Ingot with Hittite hieroglyphs

Ingot with Hittite hieroglyphs

An item at Metropolitan Museum of Art

Hittite scribes wrote both in cuneiform script (borrowed from Mesopotamia) and in hieroglyphs, a local development that continued after the end of the Hittite empire into the Neo-Hittite kingdoms. Unfortunately, the hieroglyphs on this silver ingot are not legible, so the writing cannot help us determine the ingot's function. It has been suggested that the ingot belonged to a silversmith, who might have used it to make or repair jewelry, sculpture, or drinking vessels or other ceremonial containers, such as the stag-headed cup (MMA 1989.281.10) . On the other hand, we know that in the earlier Assyrian Trading Colony period specific weights of Anatolian silver were traded for the goods imported from Assyria.
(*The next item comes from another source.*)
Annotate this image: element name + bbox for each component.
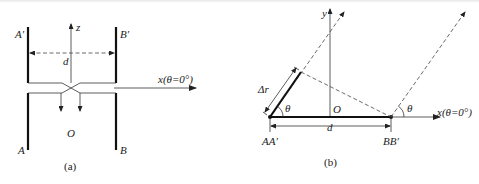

Perhaps this ingot, or pieces from it, were weighed and used as currency in Hittite times, since coins as we know them were only invented in the mid-seventh century B.C.


Ancient Near Eastern Art

An exhibit at Metropolitan Museum of Art

Ingot with Hittite hieroglyphsIngot with Hittite hieroglyphsIngot with Hittite hieroglyphsIngot with Hittite hieroglyphsIngot with Hittite hieroglyphs

The Met's Department of Ancient Near Eastern Art cares for approximately 7,000 works ranging in date from the eighth millennium B.C. through the centuries just beyond the emergence of Islam in the seventh century A.D. Objects in the collection were created by people in the area that today comprises Iraq, Iran, Turkey, Syria, the Eastern Mediterranean coast, Yemen, and Central Asia. From the art of some of the world's first cities to that of great empires, the department's holdings illustrate the beauty and craftsmanship as well as the profound interconnections, cultural and religious diversity, and lasting legacies that characterize the ancient art of this vast region.